Going Cross Platform With Dot Net Standard

Dot Net

Dot Net – created by Microsoft is an open source, cross-platform software development framework. It was built with intention of deploying and running application on Windows. Dot net is now one of the most popular frameworks for developing windows applications.

Back in the early days, there was little need to share code between applications. Though sharing files was sometimes needed between client and server apps, it was infrequent. When Silverlight, a smaller, portable framework on Windows, Mac OS, and Linux was released, the developers were asked to code two versions of the same application: a full-featured version made in WPF to only run in Windows and a smaller version that ran cross-platform in Silverlight. As Silverlight plugin ran these apps outside of the browser (OOB) it was possible to build cross-platform applications. While Silverlight never made it to mobile, the need of the hour was to have the same code run on multiple platforms.

Challenges of Cross-Platform Development

As each individual platforms have specific needs, not all .NET applications can be packaged in same way. Some are wrapped into single platform specific packages, or even precompiled into machine code while others can be distributed as pure assemblies in IL. The real issue is the differences in class libraries that are available for individual .NET runtimes.

This prevents the source code from being same for all .net run times.

Below are the two approaches to overcome the problem

Code that needs to be different because of differences in the class libraries can be refactored into separate classes. So for each runtime, these classes can be implemented differently while other code can remain identical to all targeted runtimes.

Conditional compilation can be used that allows individual lines of code to differ from different runtimes in the same source code file.

Portable Class Libraries:

Portable Class Libraries (PCL) was introduced by Microsoft to make cross-platform development easier, enabling the developer to define a common set of APIs that are available in all of the targeted runtimes.

When developing a cross-platform application, common code can be put in a separate portable class library that only needs to be compiled once, and can then be referenced from other assemblies that target one of its selected target platforms. There is no need anymore to have a different class library project for each platform, and include the same source code files in these multiple platform-specific projects. In other words, all that needs to be done is UI and Data Binding of the application to be ready for Windows web and mobile, as same business logic that can be used across platforms.

The Disadvantage of PCL:

Target platform and their versions are selected in advance, to determine the intersection of the available APIs for use in the class library. This makes it impossible to target a newly released platform, or a new version of an existing platform until all the tooling is updated.
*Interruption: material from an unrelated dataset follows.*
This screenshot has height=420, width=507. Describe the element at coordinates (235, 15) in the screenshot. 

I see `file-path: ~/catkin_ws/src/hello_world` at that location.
To overcome these pitfalls .Net standard has come into the picture

Dot Net Standard is built on the basic concepts of portable class Libraries. Instead of determining the common API for the targeted platforms, Dot net standard defines a set of API’s independently of them. There are multiple versions of the .net standard defined with a higher version of the standard is backward compatible with all previous versions.

Dot net standard

Developers can now select.Net standard version to target their class library. A library targeting a specific. Dotnet Standard version will work on any platform who implements this version of the standard.

If a platform is updated to support a higher version of .NET Standard, or if a new platform is released, all existing libraries targeting the newly supported version of .NET Standard will automatically work with it without any changes required by their respective authors.

NET Standard 2.0 will initially be supported by .NET framework, the Xamarin platforms and .NET Core.